Rather than using multiple changelog files from the command line, typical usage is to just have one changelog file that is used for the whole application. It is possible to have multiple changelogs, but in that pattern you have a single 'master' changelog that then includes other changelogs. see https://www.liquibase.org/bestpractices.html for some examples of this.
When rolling back, liquibase needs to know what the actual changes are, so it can then do something else to do the rollback. The DATABASECHANGELOG table does not store the actual contents of each changeset that has been applied, it just keeps the id, author, filepath, and a checksum. It has no way of knowing that changeset id 123778 by steve in file changelog.xml was a create table or an alter column or anything. So the changelog file MUST be there to be able to roll things back.

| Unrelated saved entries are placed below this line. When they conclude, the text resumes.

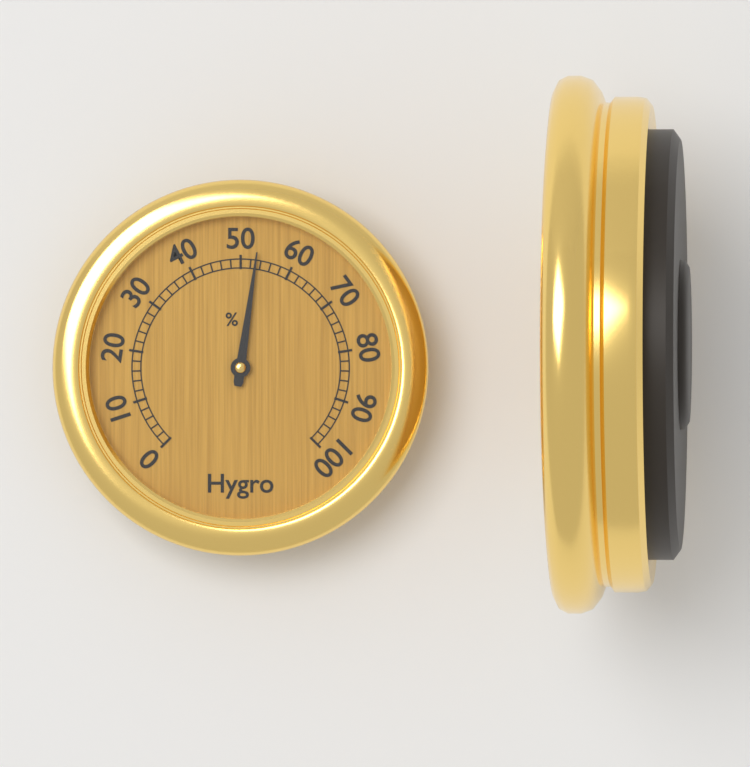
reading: 53 %
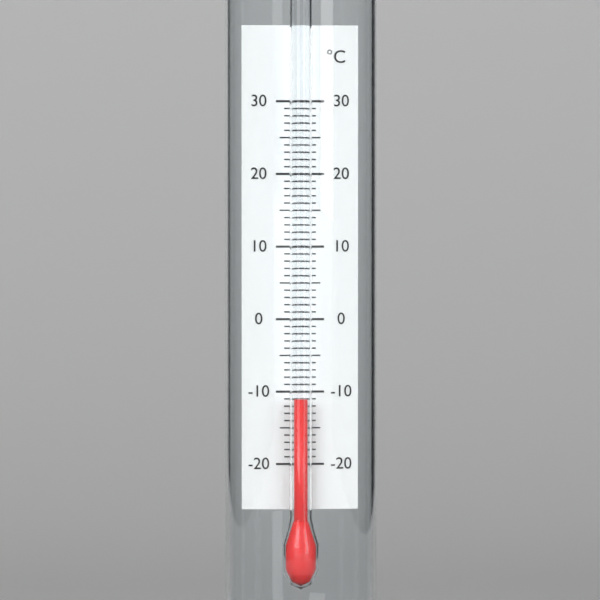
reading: -11 °C
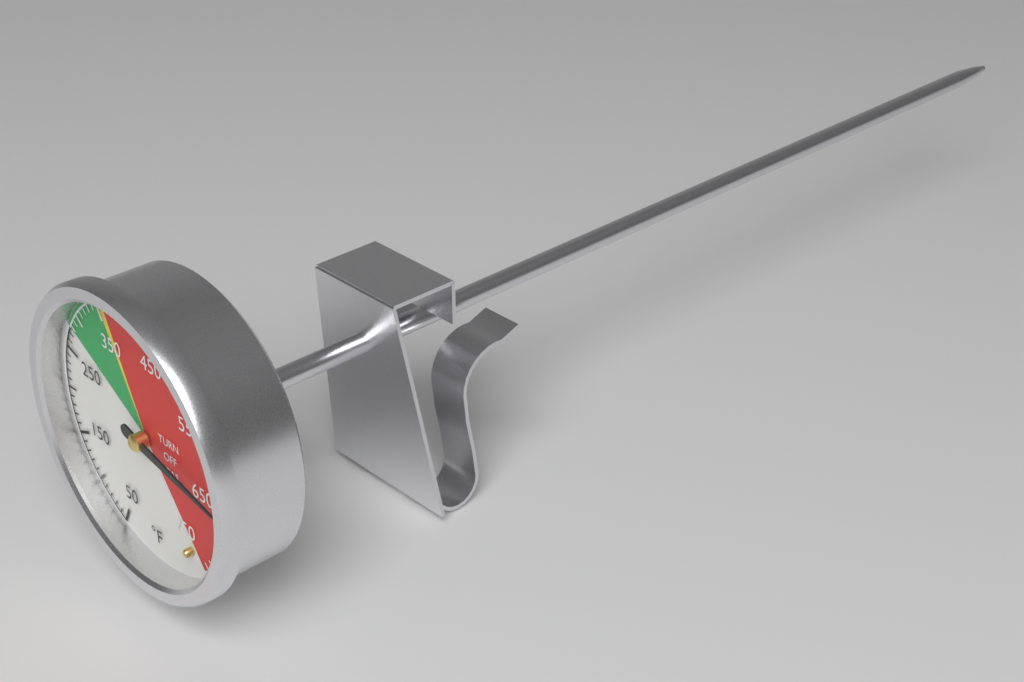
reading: 650 °F
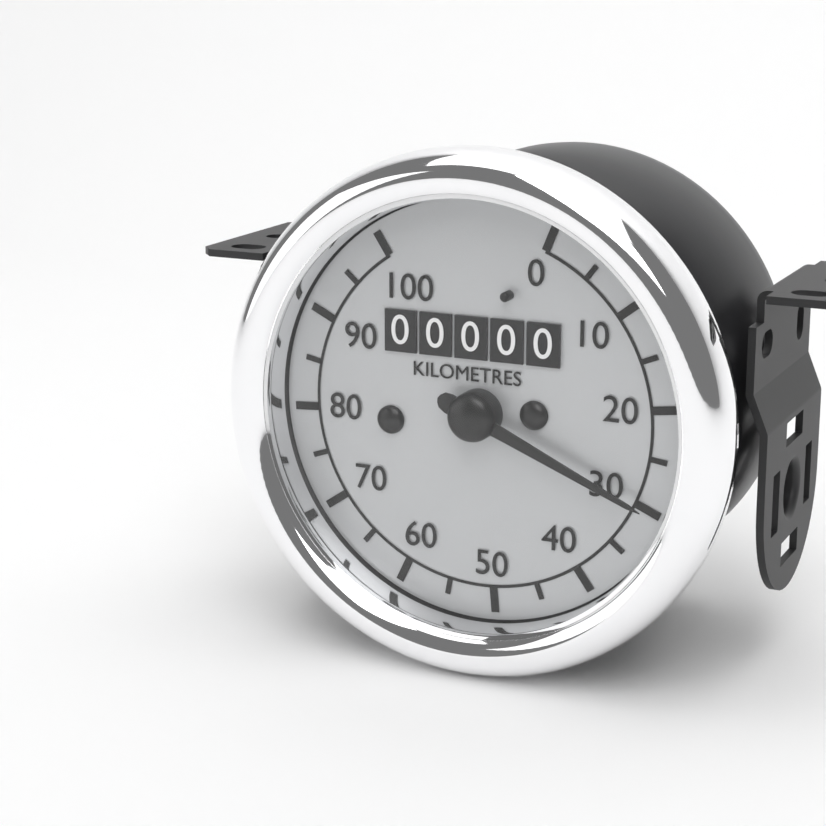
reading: 30 km/h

For certain change types like 'create table', Liquibase can 'automatically' generate a rollback for you - it is just 'drop table'. But if the change was something like 'drop table', it cannot generate a rollback - drop table command only has the name of the table to drop, and doesn't know what columns were in that table, etc.
So that is why Liquibase requires that you always supply a changelog file, and if you want to be able to do rollbacks, you may also need to specify how to roll back each change.

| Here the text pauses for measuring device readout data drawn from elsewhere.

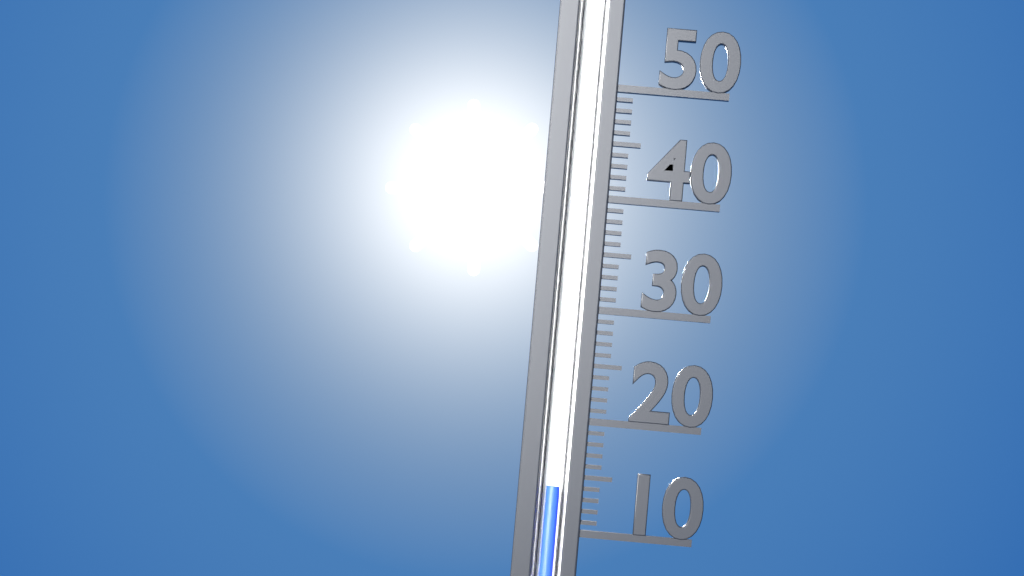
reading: 14 (no unit)
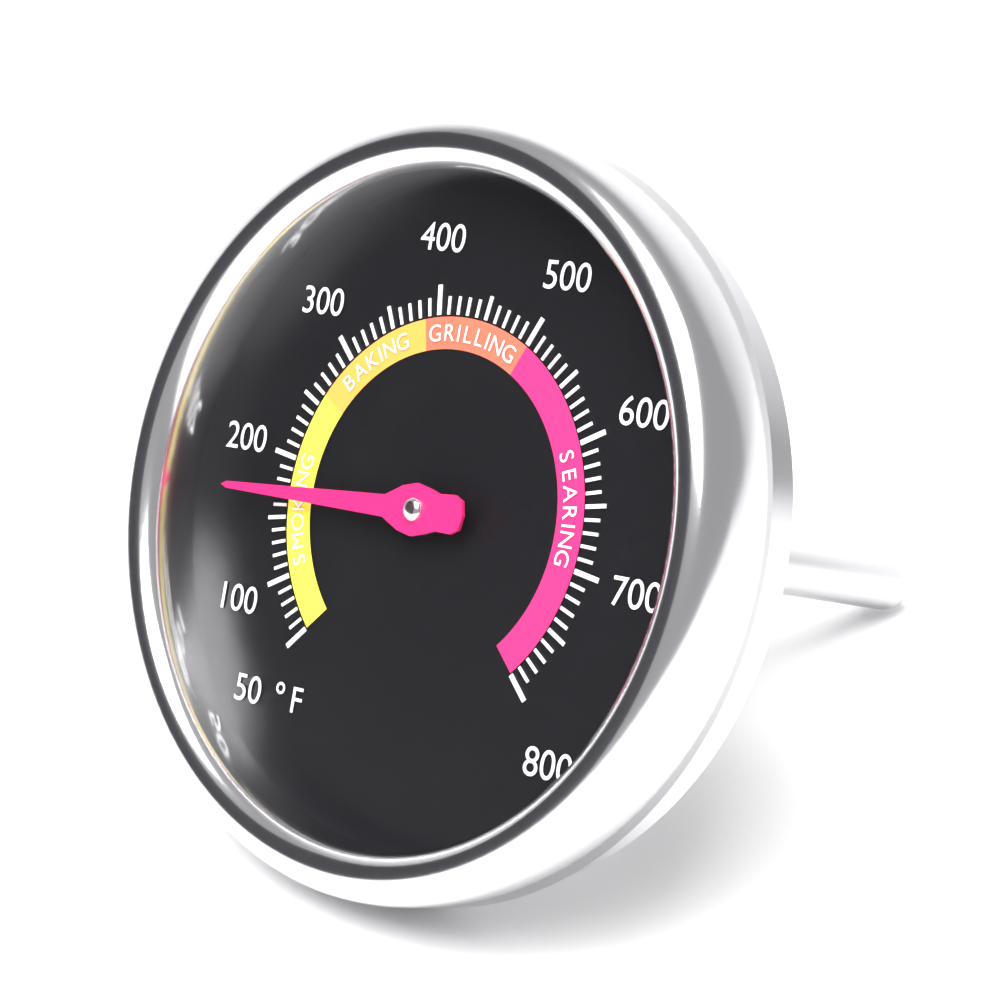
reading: 170 °F
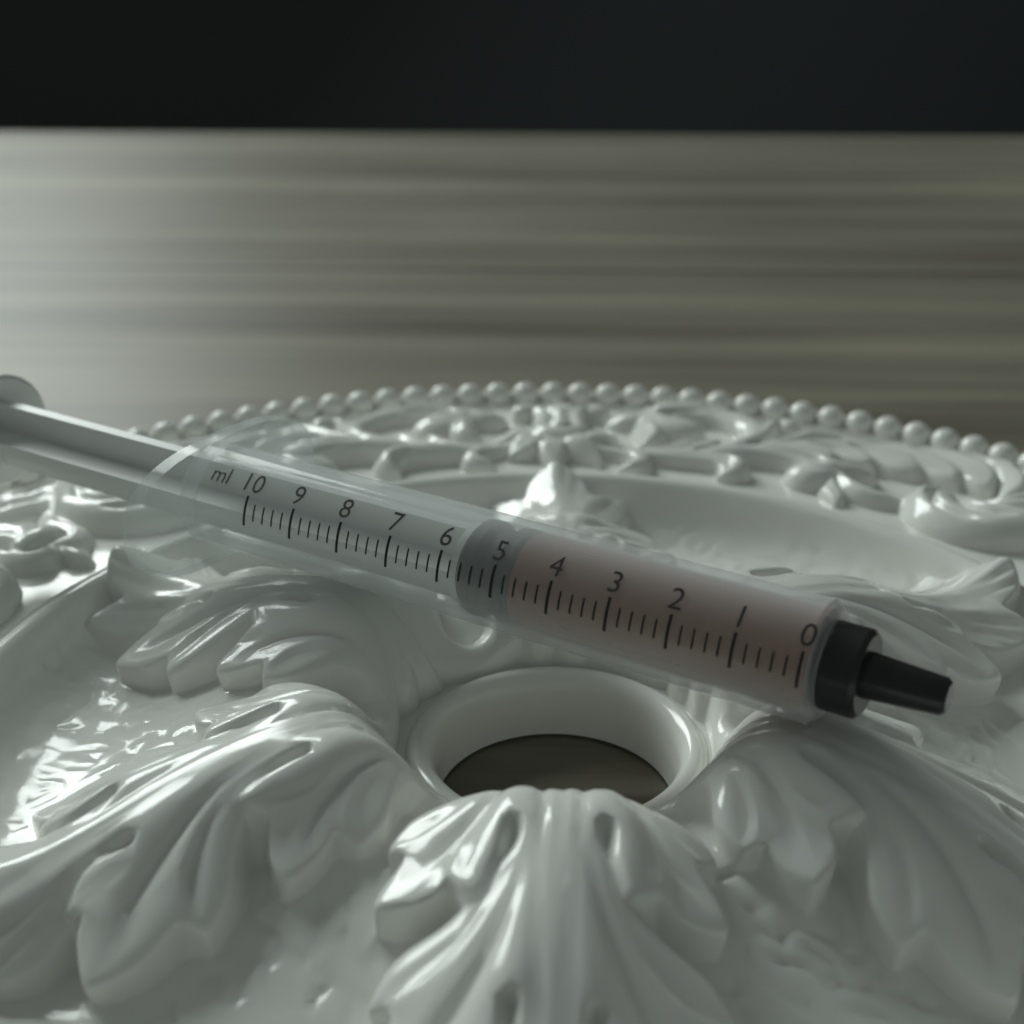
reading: 4.8 ml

When using the includeAll option in the databaseChangeLog, is there any way to use rollback or tagging? It seems really nice to have all my changes in file 01.sql to 99.sql run in order. Do I have to go back to specifying the individual files and rollbacks to make this work?
You can use SQL Format
e.g.:
--changeset nvoxland:1
create table test1 (
id int primary key,
name varchar(255)
);
--rollback drop table test1;
As of Liquibase 2.0, Liquibase includes support for “plain SQL”

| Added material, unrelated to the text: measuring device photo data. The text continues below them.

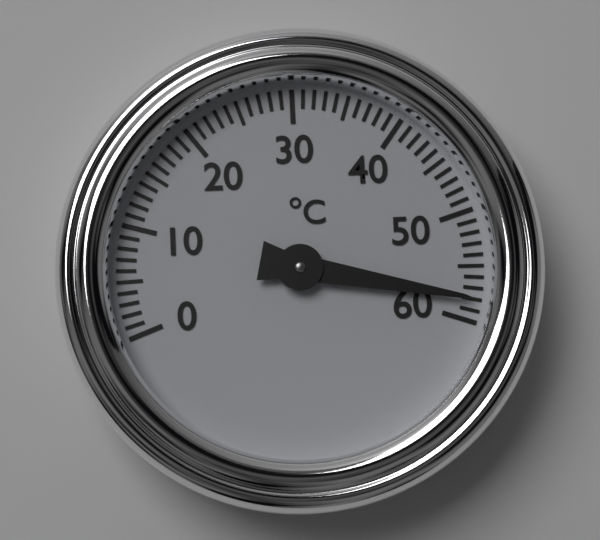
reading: 58 °C
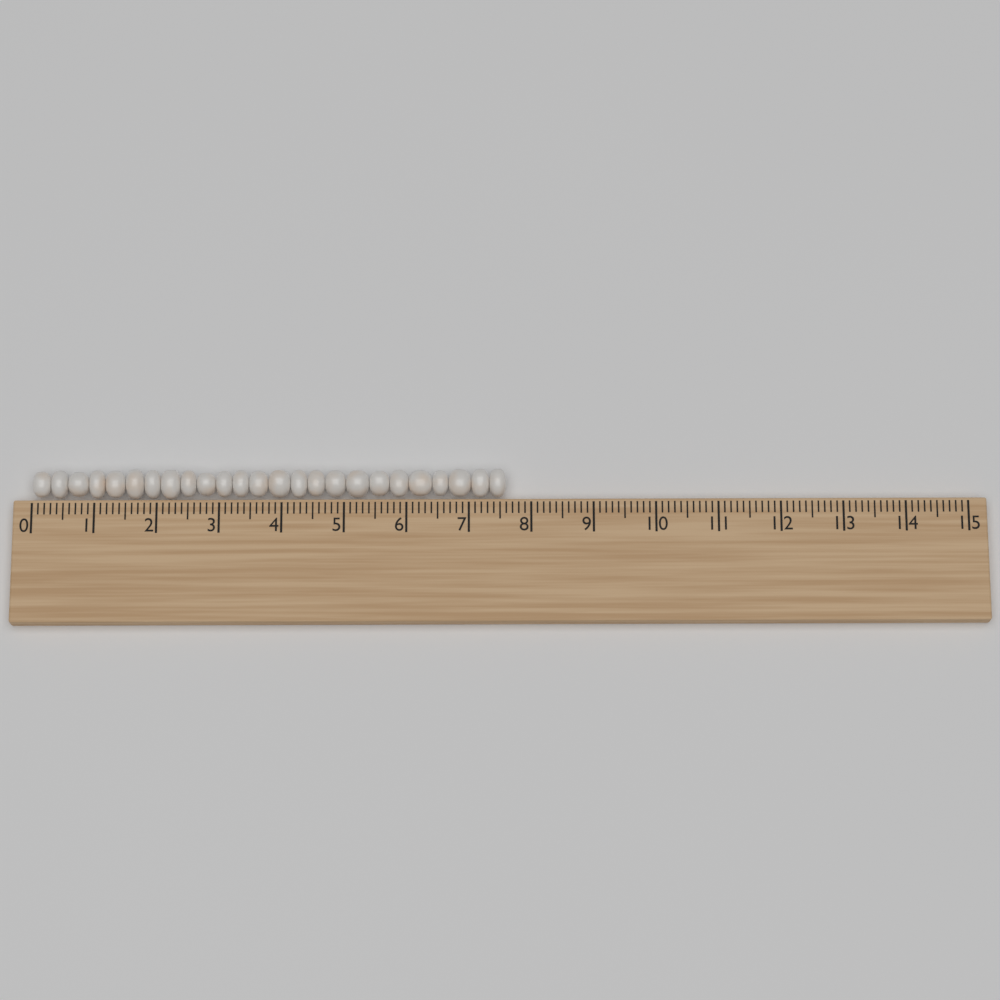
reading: 7.6 (no unit)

changelog files. These changelogs may be included from XML changelogs
and may contain arbitrary SQL statements. The statements are converted
to custom_sql refactorings.
Formatted SQL files use comments to provide Liquibase with metadata.
Read more about SQL Format
How do I find out what application or SP is modifing the values in a config table? I thought I had isolated the app that was responsible but these particular values keep chnging back to true when I keep modifying them to be false.
First, create a logging table:
CREATE TABLE modlog(
datestamp smalldatetime,
username varchar(255) NOT NULL DEFAULT SYSTEM_USER
);
Then create an UPDATE trigger on your table:
CREATE TRIGGER mytable_mods ON mytable FOR UPDATE AS
INSERT INTO modlog(smalldatetime) VALUES (GETDATE());
Just peek into the modlog table to figure out which user is updating the table, and when. You could get fancy and also log particular fields being updated.
Another approach would be to set up a trace in SQL Server Profiler, filter the heck out of it so it only returns updates on that table, and keep it open until something happens.
If your applications include the ApplicationName parameter in their connection strings, you can use App_Name() instead of SYSTEM_USER, which will log the application name, removing the extra detective work. Knowing the user might still be useful so you can figure out what they are doing to trigger the update.
Create a trigger to roll back the update. Wait for the app to error out. It can be a very simple trigger:
CREATE TRIGGER BugOffRogueProgram
ON MyConfigTable
FOR UPDATE
AS
BEGIN
ROLLBACK TRAN
END
The answers provided so far are absolutely on the spot - that's the way to do it in SQL Server 2005.
Just as a brief teaser: in SQL Server 2008, there's a new feature called Change Data Capture to support this exact scenario "out of the box" without the need to write triggers and update tables yourself. Quite handy!